[Tex/LaTex] How should I convert the beamer slides to PowerPoint according to these odd specifications

beamerconversionpgfpages

I am working with a program at my university that will videorecord my lectures, take my slides, and bundle them together into a movie to be put on the web, iTunesU, etc. They have asked me to produce PowerPoint slides at the standard (standard for PPT, that is) 10" by 7.5" size with a 1" margin on the top and a 2" margin on the bottom. This is to align with other logo elements put on the screen later and to allow for subtitles. I have a workflow but I'm asking if there might be a better one.

Producing PowerPoint is not going to be a big problem for me. I can use PDF2Keynote, then open in Keynote and save as PowerPoint. That might even be AppleScriptable, hm…

Instead of coercing beamer to create margins on my slides, I am thinking about using pgfpages to rescale the slide's page size and place it on the physical page with the requested margins. Then the version that I put on the projector in the classroom would not use pgfpages and wouldn't have the margins (why would it need them anyway?)

When I sent a proof-of-concept to the program coordinators they asked if I could make the left and right margins smaller. The answer is no without changing the aspect ratio of the slide. With the top and bottom margins so constrained and a 4:3 aspect ratio of the logical slide, the left and right margins have to be 2". But if I produce slides in a 16:9 ratio, scale them and place them on the page with 1" margin at the top and 2" margin at the bottom, the left and right margins will be 1". So that all works out. I'm just slightly worried it will be suboptimal in class because the projector is still 4:3 and I will have to show letterboxed slides.

Is there any part of this process that I could do a better way? I had thought about using beamerposter to set the paper size to 20.32cm by 11.43cm, then scaling all the fonts up. This might look a bit better than scaling 16cm by 9cm PDFs up to that size. But screwing with the paper size is strongly discouraged by beamer, so I don't know how much extra work that's going to cause.

Best Answer

The method I selected was basically what I outlined in my question:

I write my beamer slides for class with the aspectratio=169 option. The projector in the room has a 4:3 aspect ratio but the letterboxing is not a noticeable issue for projection If anything it makes the slides easier to see since students in the back don't have the bottom of the screen cut off.

It is a noticeable issue for me, as I spend a lot of time rearranging slides laid out in 4:3. Also they've asked for much bigger font sizes than I normally use (72pt+ font size for the slide title?? I can't come anywhere near that close and have more than two words), but I'm working the best I can within their guidelines

For the post-production version with margins I use a pgfpages layout:

\pgfpagesdeclarelayout{NYU Open Ed margins}{}{%
    \pgfpagesphysicalpageoptions{%
        logical pages=1,%
        physical height=7.5in,
        physical width=10in
    }
    \pgfpageslogicalpageoptions{1}{%
        scale=1.27,
        center=\pgfpoint{5in}{4.25in}
    }
}

That gives a 10in x 7.5in (4:3) slide with 1in margins on top, left, and right, and 2in on the bottom. After subtracting these margins, the printable region has aspect ratio 16:9—a pretty lucky coincidence.

Then I use PDF2Keynote (free) to convert the PDF, and open it in Keynote to save as PowerPoint.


--- Exercise goal ---
In the records below, begin at the line containing "The width and height of the screenshot is (1433, 685)." and end at the line containing "What do you see at coordinates (335, 653)"; quote every line in that span exactly, including both boundary lines, and no others.

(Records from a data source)
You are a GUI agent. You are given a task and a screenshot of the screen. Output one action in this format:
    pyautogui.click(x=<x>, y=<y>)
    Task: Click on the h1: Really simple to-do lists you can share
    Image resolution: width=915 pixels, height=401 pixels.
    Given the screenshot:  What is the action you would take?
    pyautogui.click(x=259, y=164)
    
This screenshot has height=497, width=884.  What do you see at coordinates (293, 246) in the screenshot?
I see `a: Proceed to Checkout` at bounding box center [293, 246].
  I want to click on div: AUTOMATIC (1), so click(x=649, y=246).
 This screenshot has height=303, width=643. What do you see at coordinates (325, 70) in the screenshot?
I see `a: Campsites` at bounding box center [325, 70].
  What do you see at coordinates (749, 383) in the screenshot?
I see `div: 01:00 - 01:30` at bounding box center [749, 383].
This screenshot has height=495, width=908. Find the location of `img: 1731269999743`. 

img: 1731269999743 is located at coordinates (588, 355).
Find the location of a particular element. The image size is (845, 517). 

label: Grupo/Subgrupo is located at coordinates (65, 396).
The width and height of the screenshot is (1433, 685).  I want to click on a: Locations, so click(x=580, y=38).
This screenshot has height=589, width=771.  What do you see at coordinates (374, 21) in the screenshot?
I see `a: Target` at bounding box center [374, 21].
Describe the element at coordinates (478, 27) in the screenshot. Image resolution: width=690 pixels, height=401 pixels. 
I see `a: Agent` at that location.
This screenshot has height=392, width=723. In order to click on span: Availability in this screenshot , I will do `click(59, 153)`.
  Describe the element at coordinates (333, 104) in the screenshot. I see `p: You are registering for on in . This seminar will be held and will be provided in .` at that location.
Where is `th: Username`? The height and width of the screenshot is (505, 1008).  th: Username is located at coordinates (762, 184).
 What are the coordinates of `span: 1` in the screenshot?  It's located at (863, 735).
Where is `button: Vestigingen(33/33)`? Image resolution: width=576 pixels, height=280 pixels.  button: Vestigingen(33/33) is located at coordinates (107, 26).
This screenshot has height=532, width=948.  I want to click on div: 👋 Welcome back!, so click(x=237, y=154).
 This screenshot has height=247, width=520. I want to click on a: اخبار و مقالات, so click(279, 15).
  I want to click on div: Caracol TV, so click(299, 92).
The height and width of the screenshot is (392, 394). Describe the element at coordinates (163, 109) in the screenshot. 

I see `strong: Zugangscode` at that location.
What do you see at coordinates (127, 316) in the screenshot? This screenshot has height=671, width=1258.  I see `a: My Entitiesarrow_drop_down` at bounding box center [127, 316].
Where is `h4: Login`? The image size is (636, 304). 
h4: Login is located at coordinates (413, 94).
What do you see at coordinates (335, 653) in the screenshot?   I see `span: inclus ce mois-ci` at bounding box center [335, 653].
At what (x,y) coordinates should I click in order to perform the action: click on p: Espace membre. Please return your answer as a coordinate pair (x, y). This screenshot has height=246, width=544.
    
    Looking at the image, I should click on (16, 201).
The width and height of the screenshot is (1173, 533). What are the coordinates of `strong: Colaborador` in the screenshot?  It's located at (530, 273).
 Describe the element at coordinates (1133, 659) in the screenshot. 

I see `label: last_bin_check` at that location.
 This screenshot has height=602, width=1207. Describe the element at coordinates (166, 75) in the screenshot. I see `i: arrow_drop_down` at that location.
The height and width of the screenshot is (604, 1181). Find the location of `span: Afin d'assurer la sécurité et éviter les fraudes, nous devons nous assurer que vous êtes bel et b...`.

--- Answer to the exercise ---
The width and height of the screenshot is (1433, 685).  I want to click on a: Locations, so click(x=580, y=38).
This screenshot has height=589, width=771.  What do you see at coordinates (374, 21) in the screenshot?
I see `a: Target` at bounding box center [374, 21].
Describe the element at coordinates (478, 27) in the screenshot. Image resolution: width=690 pixels, height=401 pixels. 
I see `a: Agent` at that location.
This screenshot has height=392, width=723. In order to click on span: Availability in this screenshot , I will do `click(59, 153)`.
  Describe the element at coordinates (333, 104) in the screenshot. I see `p: You are registering for on in . This seminar will be held and will be provided in .` at that location.
Where is `th: Username`? The height and width of the screenshot is (505, 1008).  th: Username is located at coordinates (762, 184).
 What are the coordinates of `span: 1` in the screenshot?  It's located at (863, 735).
Where is `button: Vestigingen(33/33)`? Image resolution: width=576 pixels, height=280 pixels.  button: Vestigingen(33/33) is located at coordinates (107, 26).
This screenshot has height=532, width=948.  I want to click on div: 👋 Welcome back!, so click(x=237, y=154).
 This screenshot has height=247, width=520. I want to click on a: اخبار و مقالات, so click(279, 15).
  I want to click on div: Caracol TV, so click(299, 92).
The height and width of the screenshot is (392, 394). Describe the element at coordinates (163, 109) in the screenshot. 

I see `strong: Zugangscode` at that location.
What do you see at coordinates (127, 316) in the screenshot? This screenshot has height=671, width=1258.  I see `a: My Entitiesarrow_drop_down` at bounding box center [127, 316].
Where is `h4: Login`? The image size is (636, 304). 
h4: Login is located at coordinates (413, 94).
What do you see at coordinates (335, 653) in the screenshot?   I see `span: inclus ce mois-ci` at bounding box center [335, 653].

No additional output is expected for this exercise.